We’re beginning to get a sense of how Barack Obama’s political success could change global perceptions of the United States, redefining the American “brand” to be less about Guantánamo and more about equality. This change in perceptions would help rebuild American political capital in the way that the Marshall Plan did in the 1950s or that John Kennedy’s presidency did in the early 1960s. In his endorsement of Mr. Obama, Colin Powell noted that “the new president is going to have to fix the reputation that we’ve left with the rest of the world.”
...many Muslims voiced astonishment at Mr. Obama’s rise because it was so much at odds with their assumptions about the United States. Remember that the one thing countless millions of people around the world “know” about the United States is that it is controlled by a cabal of white bankers and Jews who use police with fire hoses to repress blacks. To them, Mr. Obama’s rise triggers severe cognitive dissonance.
...Europeans like to mock the vapidity of American politics, but they also acknowledge that it would be difficult to imagine a brown or black person leading France or Germany.
http://www.nytimes.com/2008/10/23/opinion/23kristof.html?_r=1&oref=slogin
4 comments:
I completely agree. Which is why I've cast my ballot for Al Sharpton in the past few elections.

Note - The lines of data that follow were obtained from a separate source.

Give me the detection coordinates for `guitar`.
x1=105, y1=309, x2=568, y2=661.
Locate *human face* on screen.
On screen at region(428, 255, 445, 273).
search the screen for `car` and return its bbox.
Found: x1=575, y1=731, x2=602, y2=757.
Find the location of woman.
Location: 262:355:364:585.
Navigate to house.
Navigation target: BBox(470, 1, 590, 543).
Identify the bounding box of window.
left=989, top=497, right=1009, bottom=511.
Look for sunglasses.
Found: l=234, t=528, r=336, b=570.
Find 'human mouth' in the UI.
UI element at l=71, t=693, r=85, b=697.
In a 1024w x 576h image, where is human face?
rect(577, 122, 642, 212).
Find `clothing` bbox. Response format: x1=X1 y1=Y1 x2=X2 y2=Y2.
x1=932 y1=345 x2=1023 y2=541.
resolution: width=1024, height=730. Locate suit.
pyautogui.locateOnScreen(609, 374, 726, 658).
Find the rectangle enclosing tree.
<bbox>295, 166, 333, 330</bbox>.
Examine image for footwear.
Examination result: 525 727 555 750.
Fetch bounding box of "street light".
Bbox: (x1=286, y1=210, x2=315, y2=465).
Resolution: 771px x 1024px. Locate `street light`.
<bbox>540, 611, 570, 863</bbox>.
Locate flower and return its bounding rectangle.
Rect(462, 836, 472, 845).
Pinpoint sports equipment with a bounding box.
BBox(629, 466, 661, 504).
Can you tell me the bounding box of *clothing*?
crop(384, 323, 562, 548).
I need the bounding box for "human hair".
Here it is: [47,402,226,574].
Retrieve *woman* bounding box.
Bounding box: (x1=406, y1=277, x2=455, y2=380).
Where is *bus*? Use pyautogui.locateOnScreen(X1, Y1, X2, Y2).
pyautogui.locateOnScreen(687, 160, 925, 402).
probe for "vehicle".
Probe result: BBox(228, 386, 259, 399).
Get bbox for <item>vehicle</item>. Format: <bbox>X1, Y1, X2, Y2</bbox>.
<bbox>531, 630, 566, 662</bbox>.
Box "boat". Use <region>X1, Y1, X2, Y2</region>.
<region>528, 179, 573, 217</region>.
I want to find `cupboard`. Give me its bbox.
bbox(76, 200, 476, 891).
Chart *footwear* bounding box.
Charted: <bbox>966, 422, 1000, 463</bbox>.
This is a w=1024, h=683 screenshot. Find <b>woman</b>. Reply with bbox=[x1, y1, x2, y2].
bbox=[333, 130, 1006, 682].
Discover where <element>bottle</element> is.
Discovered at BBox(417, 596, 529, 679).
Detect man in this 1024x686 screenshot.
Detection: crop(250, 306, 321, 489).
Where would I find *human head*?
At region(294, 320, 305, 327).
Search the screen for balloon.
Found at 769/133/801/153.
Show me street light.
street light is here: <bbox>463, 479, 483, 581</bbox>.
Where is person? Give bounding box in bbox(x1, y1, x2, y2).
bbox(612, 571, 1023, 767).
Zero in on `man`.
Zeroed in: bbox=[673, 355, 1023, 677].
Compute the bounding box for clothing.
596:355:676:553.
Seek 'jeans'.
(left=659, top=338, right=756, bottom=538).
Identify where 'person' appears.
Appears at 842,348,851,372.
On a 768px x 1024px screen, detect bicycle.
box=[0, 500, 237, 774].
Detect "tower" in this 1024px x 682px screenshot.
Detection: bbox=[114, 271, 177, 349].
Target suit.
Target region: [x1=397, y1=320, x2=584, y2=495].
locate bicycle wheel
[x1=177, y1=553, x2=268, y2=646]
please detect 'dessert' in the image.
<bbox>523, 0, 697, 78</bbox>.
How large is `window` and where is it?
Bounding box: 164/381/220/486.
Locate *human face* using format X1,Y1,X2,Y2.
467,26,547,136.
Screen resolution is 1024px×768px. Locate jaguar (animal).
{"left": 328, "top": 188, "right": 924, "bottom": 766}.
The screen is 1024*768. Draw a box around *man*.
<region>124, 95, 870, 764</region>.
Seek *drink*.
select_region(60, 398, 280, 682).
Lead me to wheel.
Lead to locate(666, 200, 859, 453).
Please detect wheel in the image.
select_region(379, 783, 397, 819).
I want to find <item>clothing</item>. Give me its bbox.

I hope you voted for him too, I'd hate for the Chinese to think you were some closet racist or something.
You missed the point entirely including my preface comment about the attitude of the quote being condescending. The column had very little to do with race and everything to do with competent leadership instead of ideological leadership predicated upon American arrogance. tx.
Huh?!?! The Kristof piece was entirely about race, how shocked the world would be that the racists in the US would actually elect a black man president instead of dousing him with a fire hose.
I understand your point, that the world would be surprised that we elected a "competent" president instead of an arrogant hillbilly, but that's not what this article was about.
Upon re-reading the article I agree it had more to do with race than I initially took out of it.
But I remain firm on my point that I look forward, as does Kristoff, to a big shift in American leadership a shift for the better.
As you will have noted in several other posts this is imo an inflection point, not so much because Obama is of color, but because we need a shift in leadership to address the extraordinary challenges facing the US and the world. Obama embodies far more than McCain a shift towards new policies. Obviously electing a person of color is a signal that the status quo is changing that is the only point to make relative to race, Kristoff made the same point. The point has nothing to do with entitlement or affirmative action etc.